Antimicrobial agents exploit microbial-specific processes: antibiotics inhibit cell wall synthesis (β-lactams, glycopeptides), protein synthesis (aminoglycosides, macrolides), nucleic acid synthesis (fluoroquinolones), or metabolism (trimethoprim, sulfonamides). Selectivity depends on structural differences between prokaryotic and eukaryotic targets. Antifungals target ergosterol in fungal membranes; antivirals exploit viral-specific enzymes like protease or reverse transcriptase.
You already know that bacterial ribosomes differ structurally from eukaryotic ribosomes and that bacteria can evolve resistance mechanisms against drugs. These two facts frame the entire logic of antimicrobial therapy: we exploit the structural and biochemical differences between microbial and human cells, and microbes push back through resistance. The art of antimicrobial design is finding targets that are essential to the microbe but absent or sufficiently different in the host.
Cell wall synthesis inhibitors are among the most widely used antibiotics because human cells lack cell walls entirely, providing an enormous therapeutic window. β-lactam antibiotics (penicillins, cephalosporins, carbapenems) mimic the D-Ala-D-Ala terminus of the peptidoglycan precursor, covalently binding and inactivating penicillin-binding proteins (PBPs) — the transpeptidases that cross-link peptidoglycan strands. Without cross-linking, the growing bacterium's wall weakens and osmotic pressure lyses the cell. Glycopeptides like vancomycin take a different approach: they bind directly to the D-Ala-D-Ala dipeptide itself, physically blocking PBPs from accessing their substrate. This distinction matters clinically — β-lactam resistance via altered PBPs does not confer vancomycin resistance, and vice versa.
Protein synthesis inhibitors exploit the differences between the 70S prokaryotic ribosome you studied and the 80S eukaryotic ribosome. Aminoglycosides (gentamicin, streptomycin) bind the 30S subunit's 16S rRNA, causing mRNA misreading and producing toxic, misfolded proteins. Macrolides (erythromycin, azithromycin) and chloramphenicol bind the 50S subunit, blocking the peptide exit tunnel or peptidyl transferase activity respectively. Tetracyclines prevent aminoacyl-tRNA from entering the ribosomal A site. Each class targets a different step in translation, which is why combining drugs from different classes can produce synergistic killing. Nucleic acid inhibitors include fluoroquinolones (ciprofloxacin), which trap bacterial DNA gyrase and topoisomerase IV — enzymes needed to relieve supercoiling during replication — creating double-strand breaks that are lethal. Rifampin binds the β-subunit of bacterial RNA polymerase, blocking transcription initiation. These enzymes are sufficiently different from their human counterparts to allow selective toxicity.
Antimetabolites like sulfonamides and trimethoprim target the folate synthesis pathway. Bacteria must synthesize folic acid from scratch, while humans obtain it from diet. Sulfonamides mimic para-aminobenzoic acid (PABA), competing for the enzyme dihydropteroate synthase, and trimethoprim inhibits dihydrofolate reductase — together they sequentially block folate production, which is why the combination (co-trimoxazole) is synergistic. Beyond antibacterials, antifungal agents like echinocandins inhibit β-glucan synthase in the fungal cell wall, and azoles block ergosterol synthesis in fungal membranes — targets absent in human cells. Understanding the mechanism of each drug class allows you to predict its spectrum of activity, anticipate resistance mechanisms, and design rational combination therapies.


WORK ITEM:
Which lines of the entries contain the word "POSITION"? Please list them.

Dataset items:

*** Block opens ***

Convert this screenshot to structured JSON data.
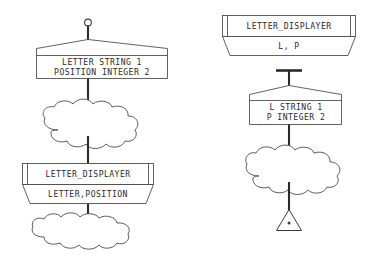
{
  "diagram": {
    "background_color": "#ffffff",
    "line_color": "#3a3a3a",
    "connector_color": "#2b2b2b",
    "text_color": "#2a2a2a"
  },
  "left_column": {
    "terminator_top": {
      "symbol": "ring-terminator"
    },
    "data_box": {
      "symbol": "pennant-data-box",
      "line1": "LETTER STRING 1",
      "line2": "POSITION INTEGER 2"
    },
    "cloud_upper": {
      "symbol": "cloud-process"
    },
    "module": {
      "symbol": "module-symbol",
      "name": "LETTER_DISPLAYER",
      "params": "LETTER,POSITION"
    },
    "cloud_lower": {
      "symbol": "cloud-process"
    }
  },
  "right_column": {
    "module": {
      "symbol": "module-symbol",
      "name": "LETTER_DISPLAYER",
      "params": "L, P"
    },
    "connector_bar": {
      "symbol": "tee-connector"
    },
    "data_box": {
      "symbol": "pennant-data-box",
      "line1": "L STRING 1",
      "line2": "P INTEGER 2"
    },
    "cloud": {
      "symbol": "cloud-process"
    },
    "terminator_bottom": {
      "symbol": "triangle-terminator"
    }
  }
}
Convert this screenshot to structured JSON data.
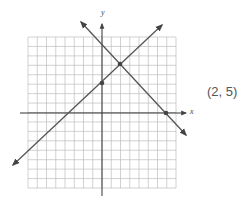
{
  "figure": {
    "axis_labels": {
      "x": "x",
      "y": "y"
    },
    "answer_label": "(2, 5)",
    "grid": {
      "left": 28,
      "top": 37,
      "right": 176,
      "bottom": 188,
      "columns": 16,
      "rows": 16,
      "color": "#bdbdbd"
    },
    "axes": {
      "origin_px": [
        102,
        113
      ],
      "color": "#333333"
    },
    "lines": [
      {
        "name": "line-increasing",
        "from": [
          13,
          165
        ],
        "to": [
          162,
          25
        ],
        "color": "#555555"
      },
      {
        "name": "line-decreasing",
        "from": [
          81,
          22
        ],
        "to": [
          186,
          135
        ],
        "color": "#555555"
      }
    ],
    "points": [
      {
        "name": "y-intercept-point",
        "px": [
          102,
          83
        ]
      },
      {
        "name": "intersection-point",
        "px": [
          120,
          64
        ]
      },
      {
        "name": "x-intercept-point",
        "px": [
          166,
          113
        ]
      }
    ]
  }
}
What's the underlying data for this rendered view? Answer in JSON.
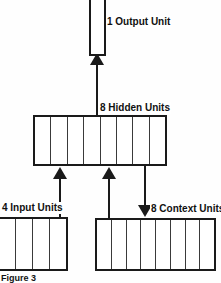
{
  "figure": {
    "caption": "Figure 3",
    "background_color": "#fefefe",
    "line_color": "#1a1a1a"
  },
  "layers": {
    "output": {
      "label": "1 Output Unit",
      "units": 1,
      "box_fill": "#ffffff"
    },
    "hidden": {
      "label": "8 Hidden Units",
      "units": 8,
      "box_fill": "#ffffff"
    },
    "input": {
      "label": "4 Input Units",
      "units": 4,
      "box_fill": "#ffffff"
    },
    "context": {
      "label": "8 Context Units",
      "units": 8,
      "box_fill": "#ffffff"
    }
  },
  "connections": [
    {
      "name": "hidden-to-output",
      "from": "hidden",
      "to": "output",
      "direction": "up",
      "arrowhead": "arrow-up-icon"
    },
    {
      "name": "input-to-hidden",
      "from": "input",
      "to": "hidden",
      "direction": "up",
      "arrowhead": "arrow-up-icon"
    },
    {
      "name": "context-to-hidden",
      "from": "context",
      "to": "hidden",
      "direction": "up",
      "arrowhead": "arrow-up-icon"
    },
    {
      "name": "hidden-to-context",
      "from": "hidden",
      "to": "context",
      "direction": "down",
      "arrowhead": "arrow-down-icon"
    }
  ]
}
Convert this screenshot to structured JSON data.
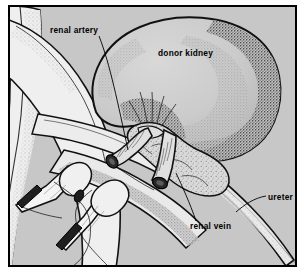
{
  "figure": {
    "kind": "medical-illustration",
    "frame": {
      "border_color": "#000000",
      "background_color": "#c7c7c7",
      "margin_color": "#ffffff"
    },
    "palette": {
      "background": "#c7c7c7",
      "organ_fill": "#cfcfcf",
      "vessel_fill": "#eeeeee",
      "tissue_fill": "#dcdcdc",
      "outline": "#111111",
      "lumen_dark": "#2b2b2b",
      "stipple": "#4a4a4a",
      "label_text": "#000000"
    }
  },
  "labels": [
    {
      "id": "renal-artery",
      "text": "renal artery",
      "x": 50,
      "y": 33,
      "anchor": "start",
      "leader": "M 99,36 C 110,64 118,104 128,150"
    },
    {
      "id": "donor-kidney",
      "text": "donor kidney",
      "x": 158,
      "y": 56,
      "anchor": "start",
      "leader": ""
    },
    {
      "id": "ureter",
      "text": "ureter",
      "x": 268,
      "y": 200,
      "anchor": "start",
      "leader": "M 266,196 C 254,198 244,205 236,212"
    },
    {
      "id": "renal-vein",
      "text": "renal vein",
      "x": 190,
      "y": 229,
      "anchor": "start",
      "leader": "M 196,221 C 190,203 182,186 176,173"
    }
  ],
  "structures": [
    {
      "id": "donor-kidney",
      "name": "donor kidney"
    },
    {
      "id": "renal-artery-stump",
      "name": "renal artery stump"
    },
    {
      "id": "renal-vein-stump",
      "name": "renal vein stump"
    },
    {
      "id": "ureter",
      "name": "ureter"
    },
    {
      "id": "hilar-fat",
      "name": "hilar fat"
    },
    {
      "id": "aorta",
      "name": "great vessel (left, vertical)"
    },
    {
      "id": "vena-cava",
      "name": "great vessel (left, oblique)"
    },
    {
      "id": "vascular-clamp-upper",
      "name": "upper vascular clamp"
    },
    {
      "id": "vascular-clamp-lower",
      "name": "lower vascular clamp"
    },
    {
      "id": "suture-thread",
      "name": "suture thread"
    }
  ]
}
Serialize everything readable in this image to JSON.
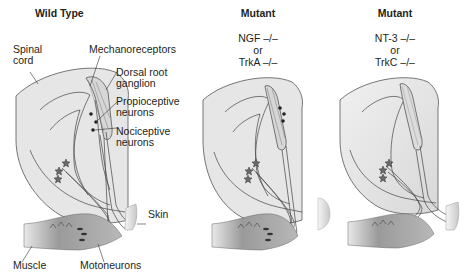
{
  "panels": [
    {
      "title": "Wild Type",
      "genotype_lines": []
    },
    {
      "title": "Mutant",
      "genotype_lines": [
        "NGF –/–",
        "or",
        "TrkA –/–"
      ]
    },
    {
      "title": "Mutant",
      "genotype_lines": [
        "NT-3 –/–",
        "or",
        "TrkC –/–"
      ]
    }
  ],
  "labels": {
    "spinal_cord": [
      "Spinal",
      "cord"
    ],
    "mechanoreceptors": "Mechanoreceptors",
    "dorsal_root_ganglion": [
      "Dorsal root",
      "ganglion"
    ],
    "propioceptive_neurons": [
      "Propioceptive",
      "neurons"
    ],
    "nociceptive_neurons": [
      "Nociceptive",
      "neurons"
    ],
    "skin": "Skin",
    "muscle": "Muscle",
    "motoneurons": "Motoneurons"
  },
  "colors": {
    "spinal_cord_fill": "#e4e4e4",
    "drg_fill": "#d8d8d8",
    "muscle_fill": "#9a9a9a",
    "skin_fill": "#e0e0e0",
    "line": "#3a3a3a",
    "text": "#231f20"
  }
}
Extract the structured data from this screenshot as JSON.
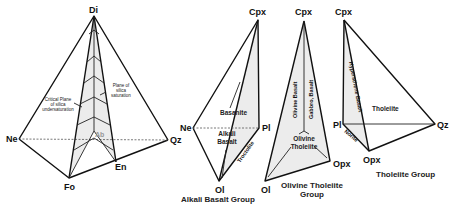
{
  "diagrams": [
    {
      "id": "basalt-tetrahedron",
      "vertices": {
        "top": "Di",
        "left": "Ne",
        "right": "Qz",
        "bottom": "Fo",
        "inner_bottom": "En",
        "center": "Ab"
      },
      "annotations": {
        "critical_plane": [
          "Critical Plane",
          "of silica",
          "undersaturation"
        ],
        "saturation_plane": [
          "Plane of",
          "silica",
          "saturation"
        ]
      }
    },
    {
      "id": "alkali-basalt-group",
      "vertices": {
        "top": "Cpx",
        "left": "Ne",
        "right": "Pl",
        "bottom": "Ol"
      },
      "fields": {
        "basanite": "Basanite",
        "alkali_basalt_1": "Alkali",
        "alkali_basalt_2": "Basalt",
        "troctolite": "Troctolite"
      },
      "group_label": "Alkali Basalt Group"
    },
    {
      "id": "olivine-tholeiite-group",
      "vertices": {
        "top": "Cpx",
        "bottom": "Ol",
        "right": "Opx"
      },
      "fields": {
        "olivine_basalt": "Olivine Basalt",
        "gabbro_basalt": "Gabbro, Basalt",
        "olivine_tholeiite_1": "Olivine",
        "olivine_tholeiite_2": "Tholeiite"
      },
      "group_label_1": "Olivine Tholeiite",
      "group_label_2": "Group"
    },
    {
      "id": "tholeiite-group",
      "vertices": {
        "top": "Cpx",
        "left": "Pl",
        "bottom": "Opx",
        "right": "Qz"
      },
      "fields": {
        "hypersthene_basalt": "Hypersthene Basalt",
        "tholeiite": "Tholeiite",
        "norite": "Norite"
      },
      "group_label": "Tholeiite Group"
    }
  ]
}
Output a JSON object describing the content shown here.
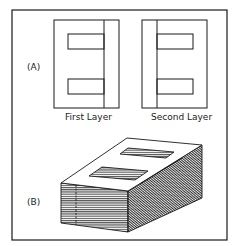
{
  "figure": {
    "part_a": {
      "label": "(A)",
      "first_caption": "First Layer",
      "second_caption": "Second Layer"
    },
    "part_b": {
      "label": "(B)"
    },
    "colors": {
      "stroke": "#1a1a1a",
      "background": "#ffffff"
    }
  }
}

*** Block closes ***

SOLUTION:
      "line2": "POSITION INTEGER 2"
      "params": "LETTER,POSITION"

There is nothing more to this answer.